KOTOR2 dev wants to pitch Disney a new Star Wars game
Has a setting that sits between Episode 3 and 4.
Knights of the Old Republic 2 developer Obsidian wants to pitch a new Star Wars game to new Star Wars owner Disney.
Obsidian boss Feargus Urquhart told Rock, Paper, Shotgun that this was "one of my next big things to do".
What pitch is that, exactly?
"We pitched a between-Episode-3-and-Episode-4 game [to LucasArts]. Because we think that timeframe is super interesting," Urquhart said. "It's the fall of the Republic, the extermination of the Jedi. It's Obi-Wan going off and making sure Luke is OK.
"You have the Sith, but you have the extermination of all Force users except for very, very few. So it was an interesting time to set a game, and you know, Chris Avellone came up with a really cool story.
"We also latched onto it because it has elements people remember, but not the stories. It can just completely not involve [the movies]. It can tease them, but nothing else."
And ain't that a relief. Urquhart reckons it was Obsidian's best ever pitches, and LucasArts pre-Disney was impressed and wanted to talk.
BioWare, creator of Knights of the Old Republic, dashed our hopes of another single-player KOTOR game when Star Wars: The Old Republic was announced. This was to be an MMO containing so much story content it would effectively be Knights of The Old Republic three, four, five, six and so on, we were led to believe.
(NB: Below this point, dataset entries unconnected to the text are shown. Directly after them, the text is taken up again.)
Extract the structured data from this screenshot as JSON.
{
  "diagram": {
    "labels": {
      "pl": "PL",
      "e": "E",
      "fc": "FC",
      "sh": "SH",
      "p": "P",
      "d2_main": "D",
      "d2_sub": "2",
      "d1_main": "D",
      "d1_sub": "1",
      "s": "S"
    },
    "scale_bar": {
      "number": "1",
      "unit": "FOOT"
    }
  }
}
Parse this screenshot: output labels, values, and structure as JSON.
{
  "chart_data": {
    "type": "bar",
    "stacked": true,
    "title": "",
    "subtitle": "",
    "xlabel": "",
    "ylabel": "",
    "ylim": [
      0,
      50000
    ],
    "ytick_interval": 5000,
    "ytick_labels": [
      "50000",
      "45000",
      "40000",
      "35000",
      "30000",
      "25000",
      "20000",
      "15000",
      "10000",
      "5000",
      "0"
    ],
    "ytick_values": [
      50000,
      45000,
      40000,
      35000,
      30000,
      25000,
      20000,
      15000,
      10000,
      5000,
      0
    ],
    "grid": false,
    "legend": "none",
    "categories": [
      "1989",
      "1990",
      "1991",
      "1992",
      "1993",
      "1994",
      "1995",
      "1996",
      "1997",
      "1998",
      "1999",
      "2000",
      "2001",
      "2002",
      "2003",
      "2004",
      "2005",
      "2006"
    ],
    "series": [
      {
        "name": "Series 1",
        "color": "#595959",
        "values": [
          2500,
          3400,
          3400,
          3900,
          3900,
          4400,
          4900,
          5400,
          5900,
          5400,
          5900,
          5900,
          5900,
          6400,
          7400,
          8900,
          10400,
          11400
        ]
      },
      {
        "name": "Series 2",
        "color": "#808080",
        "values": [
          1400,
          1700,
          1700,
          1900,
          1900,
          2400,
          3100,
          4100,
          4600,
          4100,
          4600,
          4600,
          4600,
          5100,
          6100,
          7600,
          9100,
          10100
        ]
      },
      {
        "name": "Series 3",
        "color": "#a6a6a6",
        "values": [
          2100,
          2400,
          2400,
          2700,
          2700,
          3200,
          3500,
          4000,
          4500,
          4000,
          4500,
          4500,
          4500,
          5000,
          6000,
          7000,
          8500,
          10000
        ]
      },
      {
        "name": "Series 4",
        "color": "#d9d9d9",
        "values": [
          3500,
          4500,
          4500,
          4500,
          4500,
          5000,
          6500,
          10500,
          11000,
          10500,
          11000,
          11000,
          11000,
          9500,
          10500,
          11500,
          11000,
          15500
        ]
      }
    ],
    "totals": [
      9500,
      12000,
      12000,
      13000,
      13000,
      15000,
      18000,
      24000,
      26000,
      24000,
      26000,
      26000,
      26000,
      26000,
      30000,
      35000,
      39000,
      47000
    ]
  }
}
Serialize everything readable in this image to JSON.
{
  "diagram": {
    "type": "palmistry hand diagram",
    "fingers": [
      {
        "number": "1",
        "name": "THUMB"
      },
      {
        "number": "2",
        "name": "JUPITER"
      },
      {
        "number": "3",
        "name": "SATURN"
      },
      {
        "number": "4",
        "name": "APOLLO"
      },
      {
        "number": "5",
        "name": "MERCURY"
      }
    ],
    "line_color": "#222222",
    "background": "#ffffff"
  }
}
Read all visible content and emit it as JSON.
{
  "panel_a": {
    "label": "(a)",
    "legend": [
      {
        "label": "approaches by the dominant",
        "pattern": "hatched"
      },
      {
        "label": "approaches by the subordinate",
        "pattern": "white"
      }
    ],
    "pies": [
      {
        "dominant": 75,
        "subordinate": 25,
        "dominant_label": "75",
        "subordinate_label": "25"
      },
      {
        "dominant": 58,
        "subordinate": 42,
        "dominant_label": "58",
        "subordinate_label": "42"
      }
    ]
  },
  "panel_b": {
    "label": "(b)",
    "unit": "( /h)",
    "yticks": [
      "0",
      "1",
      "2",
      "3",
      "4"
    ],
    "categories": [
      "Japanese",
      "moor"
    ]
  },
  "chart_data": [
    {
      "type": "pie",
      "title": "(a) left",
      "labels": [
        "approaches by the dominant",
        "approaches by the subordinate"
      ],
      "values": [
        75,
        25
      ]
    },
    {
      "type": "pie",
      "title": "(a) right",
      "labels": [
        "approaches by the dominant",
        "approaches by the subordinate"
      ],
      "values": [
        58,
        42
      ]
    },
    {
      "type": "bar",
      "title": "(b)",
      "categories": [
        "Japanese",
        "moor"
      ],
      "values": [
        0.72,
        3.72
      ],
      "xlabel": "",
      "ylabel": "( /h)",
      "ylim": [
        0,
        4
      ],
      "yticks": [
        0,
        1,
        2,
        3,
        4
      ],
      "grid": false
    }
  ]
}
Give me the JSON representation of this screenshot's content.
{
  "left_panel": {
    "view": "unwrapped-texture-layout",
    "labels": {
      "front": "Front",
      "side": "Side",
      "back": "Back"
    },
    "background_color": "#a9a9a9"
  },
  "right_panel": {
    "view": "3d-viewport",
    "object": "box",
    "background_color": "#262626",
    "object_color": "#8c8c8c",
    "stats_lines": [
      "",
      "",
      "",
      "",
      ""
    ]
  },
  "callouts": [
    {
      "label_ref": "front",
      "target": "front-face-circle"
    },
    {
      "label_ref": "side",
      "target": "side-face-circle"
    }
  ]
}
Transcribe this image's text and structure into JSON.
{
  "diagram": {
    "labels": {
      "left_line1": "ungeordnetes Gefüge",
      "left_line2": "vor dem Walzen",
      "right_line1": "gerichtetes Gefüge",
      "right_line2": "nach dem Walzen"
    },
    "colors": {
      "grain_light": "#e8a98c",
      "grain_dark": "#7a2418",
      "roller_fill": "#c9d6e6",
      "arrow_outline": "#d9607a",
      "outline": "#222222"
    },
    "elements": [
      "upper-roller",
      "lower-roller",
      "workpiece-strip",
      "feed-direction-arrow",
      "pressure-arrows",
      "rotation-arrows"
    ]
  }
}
But then it launched and then it struggled and now it hasn't conquered the world, so is the KOTOR door back open? When Disney bought LucasArts it said it would "focus more on social and mobile than we are on console". Still, Disney needn't necessarily publish Obsidian's Star Wars so much as licence the IP.
Obsidian made Knights of the Old Republic 2, a deeper and more complex game than the original, but also unfinished. Such was the fan following, however, that the community finished developing the game itself.
Obsidian is currently putting the finishing touches to South Park RPG The Stick of Truth while also building Kickstarter record-breaker Project Eternity. The latter is a smaller project with a smaller team, so when work on South Park wraps there'll be a development force that needs something to do.